Escaping the spotlight effect

In psychology, the spotlight effect describes our tendency to significantly overestimate how much people are paying attention to what we say and do.

This is a problem because it makes us more anxious than necessary and sometimes prevents us from taking action that would be in our own best interest.

You experience the spotlight effect when you:

  • Ruminate over the one small dumb thing you said in a meeting, now believing everyone present questions your intelligence and worth

  • When you think that everyone will forever remember how smart your contributions were to a discussion relative to other people’s thoughts

  • Debate endlessly about whether to approach that person you find attractive in a social setting for fear of being rejected in front of others

  • Believe that everyone paid very close attention to your performance (good or bad, and whatever the context) and that they will remember it for a very long time

  • Restrain yourself from dancing freely because you think everyone is watching and judging your dance moves, in turn making you more tense and awkward. You stop (or never learn to) enjoy dancing, karaoke, charades, etc. etc.

You can thank evolution for your self-consciousness

We worry a lot about what other people think of us. Back in the hunter-gatherer days, you could be booted out of your tribe for alienating yourself or acting too differently from the others. Getting booted from the tribe probably meant death.

These days, we still carry that intense fear of judgment and acute awareness of others opinions despite that the consequences of alienation in our current society are far more abstract and inconsequential.

To help counter this tendency, remember that everyone else is busy thinking about themselves, too. They are not paying nearly as much attention to you as you think.

Tim Urban draws a hilariously captures the absurdity of the thinking behind the spotlight effect in his post, Taming the Mammoth.

He first shows how we imagine things to be in social settings, with everyone is watching our every move:

Source: Wait But Why

In our imagined reality, everyone is competing for a view of the grand show that is our life. We are the lifeblood of the social scene. We are the center of the universe. The spotlight shines brightly upon us.

But in the real world, other people deeply preoccupied with the experience of being themselves. They have their own problems and worries to deal with. They are not paying attention to your nearly as much as you think. They are worrying about what you think of them.

We could do ourselves a favor by remembering this is a far more accurate representation of how much attention others pay us at any given moment:

Source: Wait Buy Why

Dimming down the spotlight

Recognizing the absurdity of our self-conscious thinking can free us to be bolder in social settings. The fact that people aren't paying nearly as much attention to us as we believe can be a wonderful thing.

The less you worry about how others perceive you in social settings, the more you can be present and enjoy whatever you are doing. You will dance more freely, conversate with greater ease, and generally take more social risks.

This also means that our errors, our slip-ups, our poor performances do not hold nearly as much weight in the memories of others as they do in our own. We can get on with our lives quicker when we do mess up.

The next time you feel the world is watching you closely, let these wise words from Tim liberate you:

No one really cares that much about what you’re doing. People are highly self-absorbed.

Everyone is just busy thinking about themselves, too.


About this exercise: Return each line of the data below verbatim; pictures are to be left out.
Segment Open
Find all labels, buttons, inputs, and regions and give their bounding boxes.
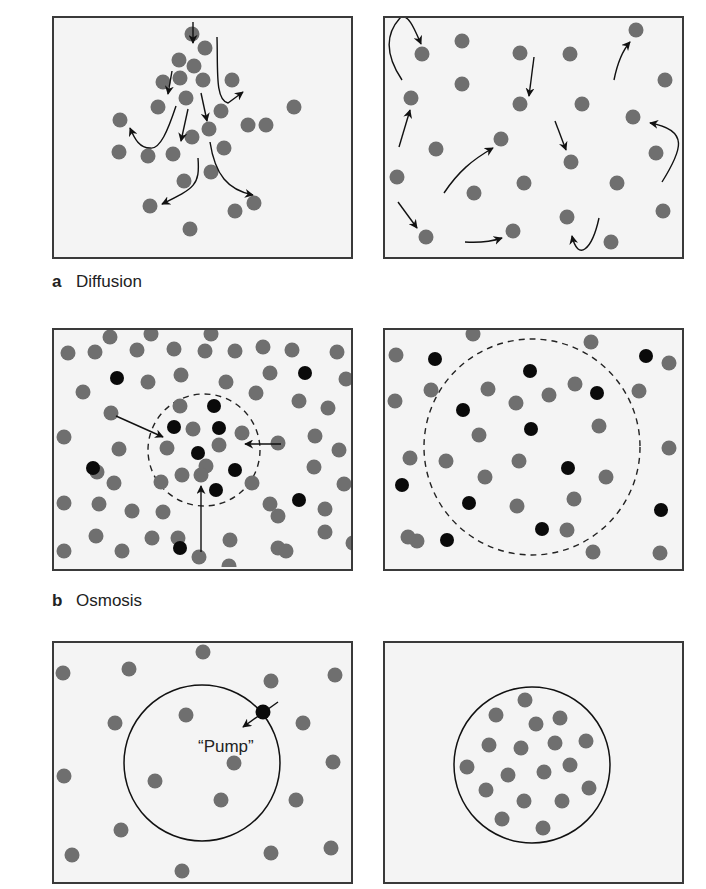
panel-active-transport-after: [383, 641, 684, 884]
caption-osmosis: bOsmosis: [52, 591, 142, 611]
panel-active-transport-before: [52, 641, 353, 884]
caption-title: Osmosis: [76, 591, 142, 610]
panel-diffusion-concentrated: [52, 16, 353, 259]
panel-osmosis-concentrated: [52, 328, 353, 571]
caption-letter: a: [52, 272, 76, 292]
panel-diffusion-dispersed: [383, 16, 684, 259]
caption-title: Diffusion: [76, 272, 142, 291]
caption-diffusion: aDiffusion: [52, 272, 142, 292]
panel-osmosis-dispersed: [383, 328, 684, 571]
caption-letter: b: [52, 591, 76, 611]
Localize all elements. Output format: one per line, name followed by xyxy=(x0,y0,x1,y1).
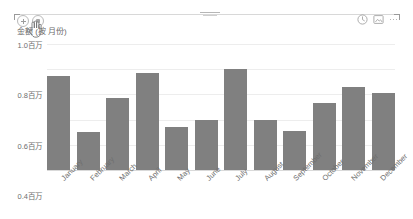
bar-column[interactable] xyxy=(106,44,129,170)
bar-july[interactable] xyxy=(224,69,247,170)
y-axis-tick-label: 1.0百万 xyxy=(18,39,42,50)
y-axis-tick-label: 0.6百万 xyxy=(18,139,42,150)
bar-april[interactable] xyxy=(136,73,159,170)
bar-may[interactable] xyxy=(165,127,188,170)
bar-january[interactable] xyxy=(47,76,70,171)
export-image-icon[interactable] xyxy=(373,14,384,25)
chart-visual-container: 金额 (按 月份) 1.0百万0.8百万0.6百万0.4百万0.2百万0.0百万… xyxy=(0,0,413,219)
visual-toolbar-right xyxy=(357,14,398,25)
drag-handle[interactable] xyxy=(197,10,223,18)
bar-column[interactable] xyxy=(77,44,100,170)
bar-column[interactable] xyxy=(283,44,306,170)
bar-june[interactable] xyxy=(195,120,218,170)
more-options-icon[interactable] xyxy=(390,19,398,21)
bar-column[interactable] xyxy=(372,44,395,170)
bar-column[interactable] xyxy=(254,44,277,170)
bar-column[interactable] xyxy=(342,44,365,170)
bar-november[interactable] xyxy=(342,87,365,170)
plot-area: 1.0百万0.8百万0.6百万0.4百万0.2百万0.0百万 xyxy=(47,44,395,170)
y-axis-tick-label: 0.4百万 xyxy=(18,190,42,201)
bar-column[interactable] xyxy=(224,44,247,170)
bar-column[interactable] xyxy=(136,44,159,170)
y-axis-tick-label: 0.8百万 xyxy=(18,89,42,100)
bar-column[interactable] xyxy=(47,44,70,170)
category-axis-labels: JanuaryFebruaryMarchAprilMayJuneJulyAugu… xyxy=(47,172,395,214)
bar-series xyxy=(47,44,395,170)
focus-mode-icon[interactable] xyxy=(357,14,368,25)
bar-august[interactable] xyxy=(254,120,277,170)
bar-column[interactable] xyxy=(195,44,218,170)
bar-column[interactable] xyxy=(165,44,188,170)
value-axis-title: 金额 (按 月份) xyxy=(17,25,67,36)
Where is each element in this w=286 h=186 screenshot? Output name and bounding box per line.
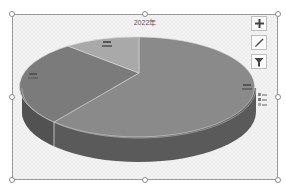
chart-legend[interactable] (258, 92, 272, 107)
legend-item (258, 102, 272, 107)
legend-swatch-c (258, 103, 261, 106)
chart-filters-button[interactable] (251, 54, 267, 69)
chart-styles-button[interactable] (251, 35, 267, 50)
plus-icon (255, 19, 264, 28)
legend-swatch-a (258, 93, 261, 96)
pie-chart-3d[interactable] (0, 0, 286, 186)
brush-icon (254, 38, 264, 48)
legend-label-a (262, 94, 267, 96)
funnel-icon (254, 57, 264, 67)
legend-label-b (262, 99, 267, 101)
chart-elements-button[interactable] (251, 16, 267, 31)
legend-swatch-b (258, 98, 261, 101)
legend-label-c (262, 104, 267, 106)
Segment Closed
Finished task:
Find all labels, buttons, inputs, and regions and give their bounding boxes.
panel-active-transport-after: [383, 641, 684, 884]
caption-osmosis: bOsmosis: [52, 591, 142, 611]
panel-active-transport-before: [52, 641, 353, 884]
caption-title: Osmosis: [76, 591, 142, 610]
panel-diffusion-concentrated: [52, 16, 353, 259]
panel-osmosis-concentrated: [52, 328, 353, 571]
caption-letter: a: [52, 272, 76, 292]
panel-diffusion-dispersed: [383, 16, 684, 259]
caption-title: Diffusion: [76, 272, 142, 291]
caption-diffusion: aDiffusion: [52, 272, 142, 292]
panel-osmosis-dispersed: [383, 328, 684, 571]
caption-letter: b: [52, 591, 76, 611]
Localize all elements. Output format: one per line, name followed by xyxy=(x0,y0,x1,y1).
bar-column[interactable] xyxy=(106,44,129,170)
bar-july[interactable] xyxy=(224,69,247,170)
y-axis-tick-label: 1.0百万 xyxy=(18,39,42,50)
y-axis-tick-label: 0.6百万 xyxy=(18,139,42,150)
bar-april[interactable] xyxy=(136,73,159,170)
bar-may[interactable] xyxy=(165,127,188,170)
bar-january[interactable] xyxy=(47,76,70,171)
export-image-icon[interactable] xyxy=(373,14,384,25)
chart-visual-container: 金额 (按 月份) 1.0百万0.8百万0.6百万0.4百万0.2百万0.0百万… xyxy=(0,0,413,219)
visual-toolbar-right xyxy=(357,14,398,25)
drag-handle[interactable] xyxy=(197,10,223,18)
bar-column[interactable] xyxy=(77,44,100,170)
bar-column[interactable] xyxy=(283,44,306,170)
bar-june[interactable] xyxy=(195,120,218,170)
more-options-icon[interactable] xyxy=(390,19,398,21)
bar-column[interactable] xyxy=(372,44,395,170)
bar-column[interactable] xyxy=(254,44,277,170)
bar-column[interactable] xyxy=(342,44,365,170)
bar-november[interactable] xyxy=(342,87,365,170)
plot-area: 1.0百万0.8百万0.6百万0.4百万0.2百万0.0百万 xyxy=(47,44,395,170)
y-axis-tick-label: 0.4百万 xyxy=(18,190,42,201)
bar-column[interactable] xyxy=(224,44,247,170)
bar-column[interactable] xyxy=(136,44,159,170)
y-axis-tick-label: 0.8百万 xyxy=(18,89,42,100)
bar-column[interactable] xyxy=(47,44,70,170)
category-axis-labels: JanuaryFebruaryMarchAprilMayJuneJulyAugu… xyxy=(47,172,395,214)
bar-series xyxy=(47,44,395,170)
focus-mode-icon[interactable] xyxy=(357,14,368,25)
bar-august[interactable] xyxy=(254,120,277,170)
bar-column[interactable] xyxy=(195,44,218,170)
bar-column[interactable] xyxy=(165,44,188,170)
value-axis-title: 金额 (按 月份) xyxy=(17,25,67,36)
Where is each element in this w=286 h=186 screenshot? Output name and bounding box per line.
chart-legend[interactable] (258, 92, 272, 107)
legend-item (258, 102, 272, 107)
legend-swatch-c (258, 103, 261, 106)
chart-filters-button[interactable] (251, 54, 267, 69)
chart-styles-button[interactable] (251, 35, 267, 50)
plus-icon (255, 19, 264, 28)
legend-swatch-a (258, 93, 261, 96)
pie-chart-3d[interactable] (0, 0, 286, 186)
brush-icon (254, 38, 264, 48)
legend-label-a (262, 94, 267, 96)
funnel-icon (254, 57, 264, 67)
legend-label-b (262, 99, 267, 101)
chart-elements-button[interactable] (251, 16, 267, 31)
legend-swatch-b (258, 98, 261, 101)
legend-label-c (262, 104, 267, 106)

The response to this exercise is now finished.